You can't make up items on the fly in outlineView:child:ofItem:
. All of your items must already exist, or at least continue to exist afterward until they are deleted (i.e., removed on the user's behalf from both view and model) or until whatever the outline view is showing is dismissed (e.g., document closed).
Dictionary literals (@{ … }
) represent the creation of a dictionary at that point. Whenever your program gets to that line, it will create a new dictionary, every time, even for the same child of the same item. (This is necessarily true when the dictionary includes something that isn't constant, such as the values of both index
and returnValue
.)
Even if you keep the dictionaries around, though, using plain old dictionaries and/or arrays for your model makes for very hairy code very quickly.
The solution
Make a simple subclass of NSObject with two properties:
value
(or something more specific), which is whatever kind of value you're showing in the outline viewchildren
(or something more specific), which is an array of whatever descendant items each item may contain
Then keep an array of those objects. When asked for a child of nil
, return one of the objects in that array. When asked for a child of an item, that item will be one of these objects, so return one of its children
.
When asked for the object value (for what I assume is your one and only column) of an item, return the item's value
. If you have multiple columns, have a property for each column.

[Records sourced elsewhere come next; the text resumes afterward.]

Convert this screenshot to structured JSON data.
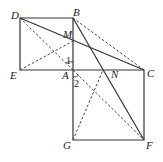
{
  "diagram": {
    "type": "geometry",
    "points": {
      "D": {
        "label": "D",
        "x": 20,
        "y": 18
      },
      "B": {
        "label": "B",
        "x": 73,
        "y": 18
      },
      "E": {
        "label": "E",
        "x": 20,
        "y": 70
      },
      "A": {
        "label": "A",
        "x": 73,
        "y": 70
      },
      "C": {
        "label": "C",
        "x": 144,
        "y": 70
      },
      "G": {
        "label": "G",
        "x": 73,
        "y": 140
      },
      "F": {
        "label": "F",
        "x": 144,
        "y": 140
      },
      "M": {
        "label": "M",
        "x": 73,
        "y": 41
      },
      "N": {
        "label": "N",
        "x": 103,
        "y": 70
      }
    },
    "angles": {
      "angle1": {
        "label": "1"
      },
      "angle2": {
        "label": "2"
      }
    },
    "squares": [
      "ABDE",
      "ACFG"
    ],
    "solid_segments": [
      "D-B",
      "B-A",
      "A-E",
      "E-D",
      "A-C",
      "C-F",
      "F-G",
      "G-A",
      "D-C",
      "B-F"
    ],
    "dashed_segments": [
      "D-A",
      "E-M",
      "B-C",
      "A-F",
      "G-N"
    ]
  }
}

Most importantly, create all of these objects before the outline view is even visible and keep them around until you are done with them (whether by deletion of an item or by dismissal of the view). Don't create items as needed and then expect the outline view to hang on to them for you—that's not its job; that's your job as the controller.
The items don't have to all be the same class; if it makes sense for your app, you can have Foos owning Bars and Bars owning Bazzes. If your needs are simple, it may make more sense for everything to be a Foo. Do whichever makes sense. Either way, custom objects add clarity to your code.
More to the point, it's also much more obvious when you're dropping a custom object on the floor versus dropping a dictionary created by a literal. It's much easier to see return [[Foo alloc] init…]
and be reminded “oh, right, I need to hang on to that”.